Friday, April 30, 2010

Seven Steps to Being Proactive: Lessons from Great Explorers

HR folks often complain about how they have to spend all their time being "reactive" and have little opportunity to be "proactive." Ever heard that? Ever said that? Yeah, right me neither (said with tongue-in-cheek.) SHRM has addressed that in the SPHR educational section of the learning system. They talk about the importance of being forward thinking and aware by being an "environmental scanner".

I  have always had a big interest in both the past and future. I read alot of history and biographies and I also read alot about the future. I was a big fan of John Naisbitt's  Megatrends: Ten New Directions Transforming Our Lives, Megatrends 2000 and Peter Capezio's Powerful Planning Skills: Envisioning the Future and Making it Happen. I am currently reading a book called Futuring: The Exploration of the Future by Edward Cornish. In his first chapter I was able to find a lesson that I thought was very applicable to strategic HR. He talked about the seven lessons we can learn from the great explorers of the past. These lessons include:
  1. Prepare for what you will face in the future. There was never a successful explorer who did not sit down and make a list of what needed to be taken and prepared. Any explorer who did not do this preparation was not famous. They were dead. You cannot have a "we will cross that bridge when we get to it" attitude in HR.
  2. Anticipate future needs. This is implied by lesson 1. You cannot predict the future, but you can anticipate it. You can review scenarios and determine what is likely to occur. So if you are going to drastically change a process, or benefit program, or staffing think about what all the possible reactions may be and prepare for them.
  3. Use poor information when necessary. There may not be a good or perfect "road map" for where you are headed to, but someone has probably tried it already. They may have failed, but at least you have some information on which to base your decisions. Perhaps under a different set of circumstances you had tried to do something in the past and failed. You will not want to recreate that but at least there is the beginning of a "map" you can work with.
  4. Expect the Unexpected. Realize that "the best laid plans of men oft go awry". Have a contingency for dealing with something occurring that you had not planned for. What do you do if the company outing you had been planning for six months is to occur the same day a tornado occurs?
  5. Think long term as well as short term. Often projects, programs, and changes may get delayed, tabled or even cancelled in the short term. What can you do to foster your long term plans until a more favorable set of circumstances occurs?
  6. Dream productively. This is your vision. But is not just fantasizing. Great explorers are doers. As Cornish says "For the great explorers, dreaming was not idle reverie but research- a mental exploration of what lay ahead. By fantasizing about future events, they could explore alternative goals and strategies and thus develop and select worthwhile and achievable goals, as well as imaginative but realistic strategies for reaching the goals they selected."
  7. Learn from your predecessors. Read what you can that has been published by others who have attempted what you want to attempt. It is doubtful that you will be the first that has ever attempted what you want to do. (Most of us are not that brave.) But even if you are there may still be someone who may have done something similar that your can learn from. Remember the saying "those who ignore history are bound to repeat it."
There you go. Seven Steps to being proactive. Lessons we have learned from the great explorers. Follow their lead and you may lead your company to great things.

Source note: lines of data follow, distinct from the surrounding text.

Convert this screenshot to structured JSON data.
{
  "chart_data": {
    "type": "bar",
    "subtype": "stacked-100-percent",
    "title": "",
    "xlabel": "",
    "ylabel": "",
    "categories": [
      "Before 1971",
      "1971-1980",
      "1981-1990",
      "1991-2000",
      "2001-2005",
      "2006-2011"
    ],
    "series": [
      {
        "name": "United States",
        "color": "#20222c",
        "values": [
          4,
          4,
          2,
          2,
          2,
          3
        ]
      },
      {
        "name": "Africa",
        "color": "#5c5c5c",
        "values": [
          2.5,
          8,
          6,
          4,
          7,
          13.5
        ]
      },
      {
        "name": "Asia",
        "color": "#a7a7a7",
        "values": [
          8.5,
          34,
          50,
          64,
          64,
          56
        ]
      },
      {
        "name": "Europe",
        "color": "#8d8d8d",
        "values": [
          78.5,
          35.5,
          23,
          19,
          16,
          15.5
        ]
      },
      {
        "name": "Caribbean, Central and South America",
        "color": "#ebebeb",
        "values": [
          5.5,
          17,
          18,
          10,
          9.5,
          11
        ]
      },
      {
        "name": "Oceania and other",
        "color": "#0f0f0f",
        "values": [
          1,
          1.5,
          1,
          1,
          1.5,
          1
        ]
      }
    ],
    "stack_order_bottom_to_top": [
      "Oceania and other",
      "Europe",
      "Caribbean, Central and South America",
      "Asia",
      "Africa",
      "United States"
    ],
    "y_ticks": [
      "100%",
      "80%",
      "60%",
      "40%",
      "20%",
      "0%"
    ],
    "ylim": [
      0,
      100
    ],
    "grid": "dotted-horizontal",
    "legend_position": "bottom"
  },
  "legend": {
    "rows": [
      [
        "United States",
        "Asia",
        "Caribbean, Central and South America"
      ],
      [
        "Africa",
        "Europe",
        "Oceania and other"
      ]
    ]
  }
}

Be sure to document along the way so others may follow your foot steps as some point.

1 comment:

Anonymous said...

3 years ago, tornado the week before our picnic. 300 trees down, damage to pavillion, and the park closed. So, we changed the date to a later time and went to a minor league baseball game instead, with dinner served and prizes given by drawing instead of playing bingo, which we always did. Forced us into a new experience, and it worked out great.